AS the reviving of this Root of Bitterness in the Quaker, after its being dead above an hundred years, caused the Translation and first Impression of this small Book under another Title; so the sprouting forth of its fruits of gall and wormwood, and the issuings from this corrupt fountain of those streams which make sad the City of God, have occasioned its second Im­pression, under the Name and Title put upon it by its Author Guy de Brez: whose praise in the Churches by his labo­rious planting, and faithful watering of them by his blood, is largely set forth in the famous Book of Martyrs, the third Volume, in the Continuation of the History by Dr. Ed­ward Bulkly, pag. 37, 38, 41, 42, 43. where he is described to be not onely an eminent Witness of Christs Truth unto the death, but his Labours, Prayers and Sufferings are there re­corded to posterity; his rejoycing in God, when hands and feet were so laden with Iron Chains, as they eat through his Flesh to the very bones; his glorying in their ratling, more then if they had been Chains of Gold; his fulness of God, when shut up in the Dungeon, which for its darkness was called Brunain, where he had no more air but at one little hole, where drunkards vented their urine; even then his heart leaped for joy, provoking his wife to comfort, in that God had not onely given her a Husband who was a Minister of Christs Gospel, but to be honoured with Martyrdome; A Dignity (said he) which the Angels of Heaven are not [Page] capable of. All which declare him a more then ordinary Man of God, and how worthy of credence these Relations by him held forth are. There also is mention made of this Book, he being engaged in an holy Conflict (as the Author calleth it) against the pestilent Sect of the Anabaptists, which as Cockle mingle themselves among the good Corn.

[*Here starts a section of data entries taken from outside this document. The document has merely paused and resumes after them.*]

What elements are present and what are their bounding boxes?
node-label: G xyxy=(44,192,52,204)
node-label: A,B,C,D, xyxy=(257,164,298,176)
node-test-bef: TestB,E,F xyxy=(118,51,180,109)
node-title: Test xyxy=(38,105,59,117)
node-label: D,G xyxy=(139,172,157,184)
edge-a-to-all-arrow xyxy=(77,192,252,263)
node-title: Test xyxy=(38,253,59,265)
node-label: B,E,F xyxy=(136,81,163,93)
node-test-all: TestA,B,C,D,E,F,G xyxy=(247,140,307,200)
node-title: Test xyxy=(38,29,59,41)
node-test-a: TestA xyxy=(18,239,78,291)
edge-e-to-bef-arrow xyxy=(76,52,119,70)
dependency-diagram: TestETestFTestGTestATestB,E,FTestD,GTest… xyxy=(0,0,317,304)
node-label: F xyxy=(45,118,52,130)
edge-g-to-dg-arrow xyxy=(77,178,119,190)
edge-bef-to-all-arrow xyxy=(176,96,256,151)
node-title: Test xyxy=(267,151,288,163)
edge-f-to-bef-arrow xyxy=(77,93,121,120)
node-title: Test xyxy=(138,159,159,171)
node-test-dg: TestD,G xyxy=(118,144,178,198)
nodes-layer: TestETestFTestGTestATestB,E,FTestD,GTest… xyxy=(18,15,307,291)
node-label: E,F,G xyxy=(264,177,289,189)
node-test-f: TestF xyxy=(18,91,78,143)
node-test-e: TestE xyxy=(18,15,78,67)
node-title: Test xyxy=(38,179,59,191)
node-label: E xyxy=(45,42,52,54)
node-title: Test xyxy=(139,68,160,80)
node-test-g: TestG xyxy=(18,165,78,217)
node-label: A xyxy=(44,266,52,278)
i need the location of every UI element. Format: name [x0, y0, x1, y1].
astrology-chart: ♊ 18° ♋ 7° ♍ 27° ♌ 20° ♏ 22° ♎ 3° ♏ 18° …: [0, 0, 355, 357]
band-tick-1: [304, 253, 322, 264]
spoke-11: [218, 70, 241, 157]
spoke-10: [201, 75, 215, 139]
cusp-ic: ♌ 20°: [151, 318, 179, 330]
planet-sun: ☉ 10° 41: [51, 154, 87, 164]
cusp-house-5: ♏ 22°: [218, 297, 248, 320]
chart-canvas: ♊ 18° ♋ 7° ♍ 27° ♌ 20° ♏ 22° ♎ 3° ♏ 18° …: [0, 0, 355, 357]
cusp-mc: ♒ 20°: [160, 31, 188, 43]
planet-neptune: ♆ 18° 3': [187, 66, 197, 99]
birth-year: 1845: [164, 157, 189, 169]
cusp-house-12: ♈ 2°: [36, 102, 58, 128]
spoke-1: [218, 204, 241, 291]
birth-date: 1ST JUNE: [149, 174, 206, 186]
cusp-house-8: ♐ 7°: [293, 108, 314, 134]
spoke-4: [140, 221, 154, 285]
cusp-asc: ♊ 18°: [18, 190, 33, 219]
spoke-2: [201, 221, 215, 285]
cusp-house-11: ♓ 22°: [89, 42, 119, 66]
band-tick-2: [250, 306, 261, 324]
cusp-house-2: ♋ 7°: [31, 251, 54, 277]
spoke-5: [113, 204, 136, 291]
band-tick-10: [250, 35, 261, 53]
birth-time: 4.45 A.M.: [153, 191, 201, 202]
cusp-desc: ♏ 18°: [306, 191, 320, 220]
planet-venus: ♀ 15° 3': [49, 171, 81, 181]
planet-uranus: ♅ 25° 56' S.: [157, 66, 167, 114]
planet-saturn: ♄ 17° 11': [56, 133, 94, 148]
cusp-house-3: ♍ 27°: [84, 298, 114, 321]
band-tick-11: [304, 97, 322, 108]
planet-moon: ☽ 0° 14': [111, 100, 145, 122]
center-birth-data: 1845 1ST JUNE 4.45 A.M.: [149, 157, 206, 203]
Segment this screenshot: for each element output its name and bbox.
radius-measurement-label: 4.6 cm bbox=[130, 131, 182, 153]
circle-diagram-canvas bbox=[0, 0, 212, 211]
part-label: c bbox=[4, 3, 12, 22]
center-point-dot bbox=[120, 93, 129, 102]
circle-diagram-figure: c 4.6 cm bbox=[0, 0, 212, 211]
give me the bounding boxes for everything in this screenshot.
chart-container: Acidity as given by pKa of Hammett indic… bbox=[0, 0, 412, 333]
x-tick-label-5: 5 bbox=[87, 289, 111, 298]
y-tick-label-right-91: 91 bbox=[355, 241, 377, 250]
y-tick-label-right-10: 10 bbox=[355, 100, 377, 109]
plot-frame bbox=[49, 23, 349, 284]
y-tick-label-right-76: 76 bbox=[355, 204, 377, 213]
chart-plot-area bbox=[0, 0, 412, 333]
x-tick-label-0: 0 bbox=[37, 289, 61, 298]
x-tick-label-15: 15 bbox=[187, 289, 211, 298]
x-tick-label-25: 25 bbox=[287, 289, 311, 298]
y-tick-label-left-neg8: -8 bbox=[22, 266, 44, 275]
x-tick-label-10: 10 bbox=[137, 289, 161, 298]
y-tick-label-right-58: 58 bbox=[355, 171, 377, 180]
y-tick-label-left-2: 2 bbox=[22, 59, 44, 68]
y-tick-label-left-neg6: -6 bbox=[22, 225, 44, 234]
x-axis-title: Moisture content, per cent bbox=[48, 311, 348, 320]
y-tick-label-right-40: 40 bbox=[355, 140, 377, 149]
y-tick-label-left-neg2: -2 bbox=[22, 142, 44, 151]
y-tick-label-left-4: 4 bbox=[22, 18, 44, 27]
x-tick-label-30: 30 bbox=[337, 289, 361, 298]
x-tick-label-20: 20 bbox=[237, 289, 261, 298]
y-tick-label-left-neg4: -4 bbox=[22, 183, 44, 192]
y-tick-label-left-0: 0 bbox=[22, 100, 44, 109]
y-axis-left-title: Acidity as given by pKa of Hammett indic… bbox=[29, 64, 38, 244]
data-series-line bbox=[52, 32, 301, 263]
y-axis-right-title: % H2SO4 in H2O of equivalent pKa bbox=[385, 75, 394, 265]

This Translation is a small part of the Book; the rest is Doctrinal, and a solid Conviction of their Tenents: which whosoever shall intelligently reade, and compare his Rea­sons with those of our Worthies in these our dayes, he will finde that as Satan is the old Serpent, so Christ Jesus is the same yesterday, and to day, and for ever. A three­fold Character he giveth of them in his Epistle to his Book: 1. That they multiplied quotations of Scripture against their true sense and meaning, to gain applause of the weak and unstable. 2. That they gloried in their specious Holiness of Conversation. 3. That they professed their readiness to suffer unto death. Of these he warneth Christs Flock scat­tered in Flanders, Brabant, &c. being his own Country. If by any thing the faithful then might be preserved from the scandal which hereby is cast upon the Gospel, and that they might be provoked to a more affectionate inquiry, and cordiall closing with the truth of Faith, and Order of the Gospel; which as then was his, so now is the weak desire of him who is

Thine in Christian duty, J. S.

THere is now in the Press, and will very shortly be ex­tant, an excellent and usefull Treatise, Entituled, The Righteous Man's Evidence for Heaven, &c. By Mr. Timothy Rogers, Minister of the Gospel.